Then he pulled himself over the rim and the black glass before his eyes became transparent, and he was seeing a fog bank that should not have been there. Also there were two people, sitting on woven mats on the ice, who should not have been there. One was old and one was young, and neither of them looked as if he were equipped for climbing on ice.
Cedar stood himself up on the summit.
Remo Williams pulled a tiny chip out of his pocket and rolled it in his fingers.
Chinn looked at it curiously, Remo nodded at the rim of the summit, where an arm appeared, then a man’s head rose into view with a pair of face-hugging goggles that were completely black. Remo flicked the chip at the man’s head.
It spun at a fantastic speed, sawing through the plastic transmitter on the head strap like a circular saw going through a foam cushion. The back half of the transmitter, including the two-inch antenna, popped off and was gone. The climber never even felt it.
“Where’s the fire?” the winner asked.
“No fire. Just steam.” Remo nodded at chalky-dry rock sitting in a basin of melting snow. Remo had rubbed it against another rock until the heat built up, then he dumped it in the ice where it raised billows of steam.
“We would like to ask you how you managed to win this climb,” Remo said.
Cedar Dunnaway’s spine was ramrod straight as he answered, “Determination.”
Chapter 34
Something was going on. This was not right at all. Sherm MacGregor tried to watch all his video feeds at once and flipped to other feeds, but still he got nothing useful. He was just as confused as everybody else when Copter Cam closed in on the winner’s summit to airlift out Cedar Dunnaway. Cedar was standing there, looking fine as could be. Also standing there were two men, one in a T-shirt, one in a—what?—a kimono, for God’s sake.
The ESN correspondent who was inside the helicopter was supposed to do an on-the-spot interview with the champion, but that didn’t happen. First the two men hopped on the helicopter, and then the cameras stopped working. The two men were gone when the helicopter landed at the base of the wall.
Nobody knew what it meant, so they did their best to ignore it. Cedar Dunnaway was proclaimed champion. The other climbers were airlifted from the summit or picked off the wall. It would all be edited together into a seamless, fast-paced extreme extravaganza by tomorrow’s airtime in the United States.
But Sherm still wanted to know what was going on. He called ESN and had himself patched through to the location producer, Aaron Presci. He was their biggest single advertiser and he could do things like that.
“We don’t know who,” Presci said. “Maybe just some pranksters who wanted to get on TV.”
“Pranksters? Come on.”
“When I figure it out, I’ll let you know.” Presci hung up on him. Presci had to be in pretty dire straits if he was hanging up on his bread and butter, Sherm MacGregor.
Sherm could have had the man fired, but he refrained. Presci was a good, take-no-shit guy. He would find out what was going on if anybody could.
There was a message light blinking on their telephone. Remo didn’t like the look of it. He was frustrated enough already. Days spent down under with nothing to show for it except a lower opinion of the human race, and now this. Whatever it was. But he knew what it was.
Chiun said nothing, just waited, face expressionless.
Remo listened to his message, and his face darkened. He phoned the front desk and asked to be connected to a number in the United States. Arizona.
The phone rang.
“It’s me,” Remo said.
“Son,” said Sunny Joe Roam.
“Give me Freya.”
A moment later, he heard Freya say, “Hi, Daddy.”
She sounded just a little bit frightened.
Remo spoke with her in a calm voice. It would be okay, he assured her. It would be fine. Not to worry.
When he hung up the phone, he was staring wide-eyed at the floor.
“Little Father, my daughter is afraid.”
“I heard.”
“I’m just enough of a big dumb jerk guy to want to go knock the block off of whoever makes my daughter afraid.”
Chiun nodded. “This I understand.”
Remo stood. “Going home now. You coming?”
Chapter 35
Harold W. Smith watched Remo Williams with growing trepidation. Remo used his credit cards to charter a flight out of Invercargill to Auckland, then paid an exorbitant sum to charter a private aircraft to the United States, and on to Yuma. Chiun, Smith had to assume, was with him. Smith radioed the aircraft, but the pilot said his passengers refused to speak with him. Smith attempted to contact Chiun via his iBlogger, but there was no response.
Remo had set other actions in motion. A large credit-card fee was made to a specialty-vehicle moving company. A pair of drivers was dispatched to get Chiun’s new travel trailer from L.A. to Arizona in time to meet up with Remo.
Smith dreaded what would happen when Remo reached Yuma, but he wasn’t going to interfere.
That might get Remo even angrier, and turn a disaster into a cataclysm.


▶ [Problem] Repeat the data in full and exactly. Leave the pictures out.

Dataset listings of figures:
Content starts

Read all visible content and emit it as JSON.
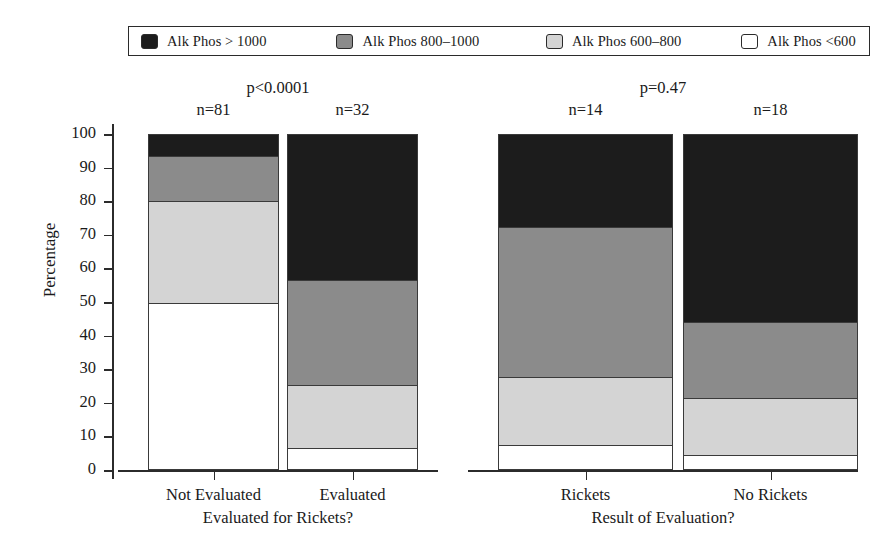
{
  "legend": {
    "items": [
      {
        "label": "Alk Phos > 1000",
        "color": "#1c1c1c"
      },
      {
        "label": "Alk Phos 800–1000",
        "color": "#8b8b8b"
      },
      {
        "label": "Alk Phos 600–800",
        "color": "#d4d4d4"
      },
      {
        "label": "Alk Phos <600",
        "color": "#ffffff"
      }
    ]
  },
  "chart_data": {
    "type": "bar",
    "subtype": "stacked-100-percent",
    "title": "",
    "xlabel": "",
    "ylabel": "Percentage",
    "ylim": [
      0,
      100
    ],
    "yticks": [
      0,
      10,
      20,
      30,
      40,
      50,
      60,
      70,
      80,
      90,
      100
    ],
    "grid": true,
    "legend_position": "top",
    "series": [
      {
        "name": "Alk Phos > 1000",
        "color": "#1c1c1c",
        "values": [
          6.6,
          43.4,
          27.8,
          55.9
        ]
      },
      {
        "name": "Alk Phos 800–1000",
        "color": "#8b8b8b",
        "values": [
          13.4,
          31.3,
          44.5,
          22.6
        ]
      },
      {
        "name": "Alk Phos 600–800",
        "color": "#d4d4d4",
        "values": [
          30.4,
          18.7,
          20.2,
          17.1
        ]
      },
      {
        "name": "Alk Phos <600",
        "color": "#ffffff",
        "values": [
          49.6,
          6.6,
          7.5,
          4.4
        ]
      }
    ],
    "panels": [
      {
        "name": "evaluated-for-rickets",
        "axis_title": "Evaluated for Rickets?",
        "pvalue": "p<0.0001",
        "categories": [
          {
            "label": "Not Evaluated",
            "n": "n=81"
          },
          {
            "label": "Evaluated",
            "n": "n=32"
          }
        ]
      },
      {
        "name": "result-of-evaluation",
        "axis_title": "Result of Evaluation?",
        "pvalue": "p=0.47",
        "categories": [
          {
            "label": "Rickets",
            "n": "n=14"
          },
          {
            "label": "No Rickets",
            "n": "n=18"
          }
        ]
      }
    ]
  }
}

Content ends

▶ [Expected answer]
Read all visible content and emit it as JSON.
{
  "legend": {
    "items": [
      {
        "label": "Alk Phos > 1000",
        "color": "#1c1c1c"
      },
      {
        "label": "Alk Phos 800–1000",
        "color": "#8b8b8b"
      },
      {
        "label": "Alk Phos 600–800",
        "color": "#d4d4d4"
      },
      {
        "label": "Alk Phos <600",
        "color": "#ffffff"
      }
    ]
  },
  "chart_data": {
    "type": "bar",
    "subtype": "stacked-100-percent",
    "title": "",
    "xlabel": "",
    "ylabel": "Percentage",
    "ylim": [
      0,
      100
    ],
    "yticks": [
      0,
      10,
      20,
      30,
      40,
      50,
      60,
      70,
      80,
      90,
      100
    ],
    "grid": true,
    "legend_position": "top",
    "series": [
      {
        "name": "Alk Phos > 1000",
        "color": "#1c1c1c",
        "values": [
          6.6,
          43.4,
          27.8,
          55.9
        ]
      },
      {
        "name": "Alk Phos 800–1000",
        "color": "#8b8b8b",
        "values": [
          13.4,
          31.3,
          44.5,
          22.6
        ]
      },
      {
        "name": "Alk Phos 600–800",
        "color": "#d4d4d4",
        "values": [
          30.4,
          18.7,
          20.2,
          17.1
        ]
      },
      {
        "name": "Alk Phos <600",
        "color": "#ffffff",
        "values": [
          49.6,
          6.6,
          7.5,
          4.4
        ]
      }
    ],
    "panels": [
      {
        "name": "evaluated-for-rickets",
        "axis_title": "Evaluated for Rickets?",
        "pvalue": "p<0.0001",
        "categories": [
          {
            "label": "Not Evaluated",
            "n": "n=81"
          },
          {
            "label": "Evaluated",
            "n": "n=32"
          }
        ]
      },
      {
        "name": "result-of-evaluation",
        "axis_title": "Result of Evaluation?",
        "pvalue": "p=0.47",
        "categories": [
          {
            "label": "Rickets",
            "n": "n=14"
          },
          {
            "label": "No Rickets",
            "n": "n=18"
          }
        ]
      }
    ]
  }
}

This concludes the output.